Because the truth is, I like the Eagles, but I’ll never let my mama know.

Their songs feel youthful. They carry with them the fever of long summer nights on every quivering string and pulsating bass line.

I can’t remember if it was the banjo’s twang or the “woooooo’s” of the wild, rambling “Midnight Flyer” that sounded to me like freedom. It was a song that gifted me the strength to leave my home and, in turn, my youth behind, but it was “Take It to the Limit” that informed me — put me on a highway and showed me a sign.

With the anthemic drum beat of a high school football game, only “Heartache Tonight” can raise those departed memories of adolescence from their cap-and-gowned grave.

What started as a forbidden, guilt-filled fling has followed me well into adulthood, hauling around the music in my heart like contraband.

I can’t help but adore the fearless lead guitar that gives songs like “Life in the Fast Lane” and “Those Shoes” the same steely confidence that I strive for.

And it may be overdone, but who doesn’t like “Hotel California?” The dry heat coming off of those opening notes always make me thirst for more. The song’s haunting and desperate lyrics are similar to the words of “One of These Nights,” “Victim of Love,” and “Witchy Woman.”

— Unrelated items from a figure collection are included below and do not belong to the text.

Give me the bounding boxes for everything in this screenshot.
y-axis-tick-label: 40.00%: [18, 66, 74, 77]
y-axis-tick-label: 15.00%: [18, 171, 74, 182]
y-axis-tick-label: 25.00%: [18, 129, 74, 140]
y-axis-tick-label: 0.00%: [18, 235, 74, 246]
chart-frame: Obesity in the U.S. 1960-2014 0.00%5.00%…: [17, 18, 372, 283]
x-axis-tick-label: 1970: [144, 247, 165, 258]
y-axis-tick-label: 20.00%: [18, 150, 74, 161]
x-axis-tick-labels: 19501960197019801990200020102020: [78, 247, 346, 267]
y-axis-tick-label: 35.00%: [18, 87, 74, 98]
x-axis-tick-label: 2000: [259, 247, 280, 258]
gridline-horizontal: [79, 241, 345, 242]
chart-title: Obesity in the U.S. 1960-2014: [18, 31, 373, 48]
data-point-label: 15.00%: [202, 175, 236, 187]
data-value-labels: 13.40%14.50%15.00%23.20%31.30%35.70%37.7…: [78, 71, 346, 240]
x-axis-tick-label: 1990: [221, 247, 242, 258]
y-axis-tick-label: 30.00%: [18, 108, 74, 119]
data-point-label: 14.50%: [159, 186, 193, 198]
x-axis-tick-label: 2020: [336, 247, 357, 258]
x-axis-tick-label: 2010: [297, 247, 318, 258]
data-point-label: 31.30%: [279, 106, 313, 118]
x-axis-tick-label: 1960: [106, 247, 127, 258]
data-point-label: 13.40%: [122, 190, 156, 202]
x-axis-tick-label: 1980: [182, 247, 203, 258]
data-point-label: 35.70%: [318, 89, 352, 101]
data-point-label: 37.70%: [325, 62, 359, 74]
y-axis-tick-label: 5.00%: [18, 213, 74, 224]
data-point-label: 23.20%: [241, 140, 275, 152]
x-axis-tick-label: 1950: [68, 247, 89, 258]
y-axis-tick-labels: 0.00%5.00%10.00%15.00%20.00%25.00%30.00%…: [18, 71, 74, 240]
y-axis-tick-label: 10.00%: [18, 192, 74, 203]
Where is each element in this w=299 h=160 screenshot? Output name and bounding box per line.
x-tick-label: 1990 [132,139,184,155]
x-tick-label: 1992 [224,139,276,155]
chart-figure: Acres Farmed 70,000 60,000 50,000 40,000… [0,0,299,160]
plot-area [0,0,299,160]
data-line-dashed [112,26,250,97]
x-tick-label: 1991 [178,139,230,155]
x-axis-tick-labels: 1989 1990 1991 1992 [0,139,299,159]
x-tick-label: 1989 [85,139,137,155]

Everything about those tracks are reminiscent of smoky bar rooms — their groovy electricity evokes visions of dim light casting ghostly shadows over empty bottles. And “Tequila Sunrise” has been the perfect tune to soundtrack many a morning after.

The goosebump-inducing strings and sheepish vocals of “Desperado” tear a hole right through me, but as voices in harmony mingle with a screaming crowd, it’s the live performances of “Seven Bridges Road” that put me back together again.

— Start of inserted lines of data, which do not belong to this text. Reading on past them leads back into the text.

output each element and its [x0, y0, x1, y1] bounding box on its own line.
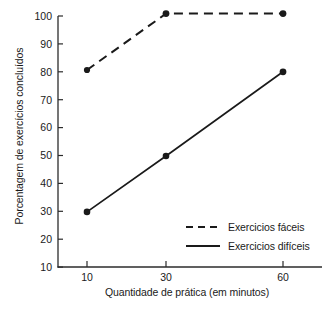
series-markers-exercicios-faceis [84, 10, 287, 73]
legend-label-exercicios-dificeis: Exercicios difíceis [228, 240, 310, 252]
legend-label-exercicios-faceis: Exercicios fáceis [228, 221, 305, 233]
plot-area [0, 0, 330, 310]
line-chart: Porcentagem de exercícios concluídos Qua… [0, 0, 330, 310]
y-tick-marks [58, 16, 63, 267]
series-line-exercicios-dificeis [87, 72, 283, 212]
series-line-exercicios-faceis [87, 14, 283, 70]
x-tick-marks [87, 261, 283, 267]
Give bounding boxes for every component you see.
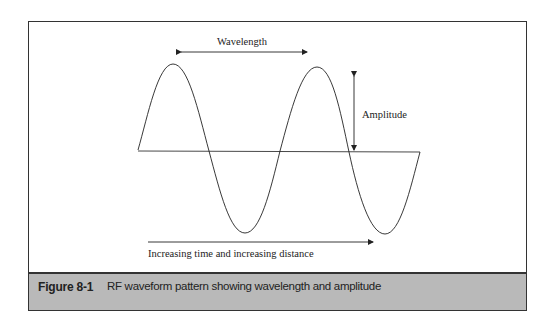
direction-label: Increasing time and increasing distance: [148, 248, 314, 259]
sine-wave: [138, 64, 420, 234]
figure-number: Figure 8-1: [38, 280, 93, 294]
figure-caption: RF waveform pattern showing wavelength a…: [107, 280, 381, 292]
caption-band: Figure 8-1 RF waveform pattern showing w…: [28, 272, 527, 311]
baseline: [138, 151, 420, 152]
wavelength-label: Wavelength: [217, 36, 268, 47]
amplitude-label: Amplitude: [362, 109, 407, 120]
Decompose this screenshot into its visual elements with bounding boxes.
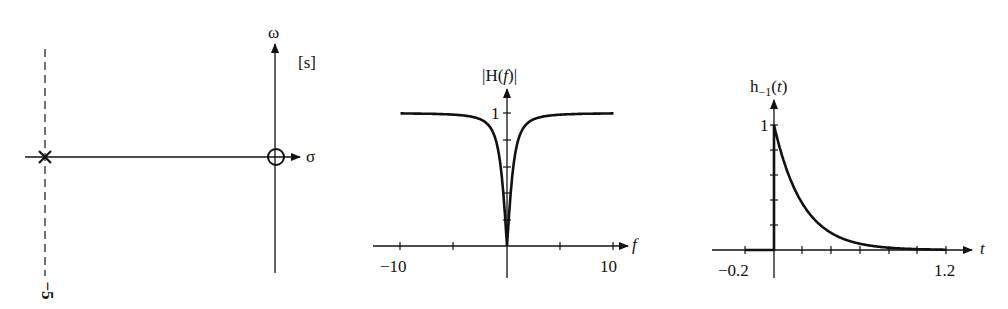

And despite its pseudo-soulful cheesiness and Michael Bolton-esque lyrics, I can even get down to “The Best of My Love.” There, I said it.

From the Eagles to anything by 1980s hair bands and 2000s overly-choreographed pop groups, this is a love letter to all of my guilty pleasures. But this is also Liner Notes, a column to connect the community through song.

I always need your input for the Jefferson County community playlist. I want to know your guilty pleasure songs, even if one of them is “Disco Duck” by Rick Dees. No judgement.

Email, call, or whatever – just talk music with me.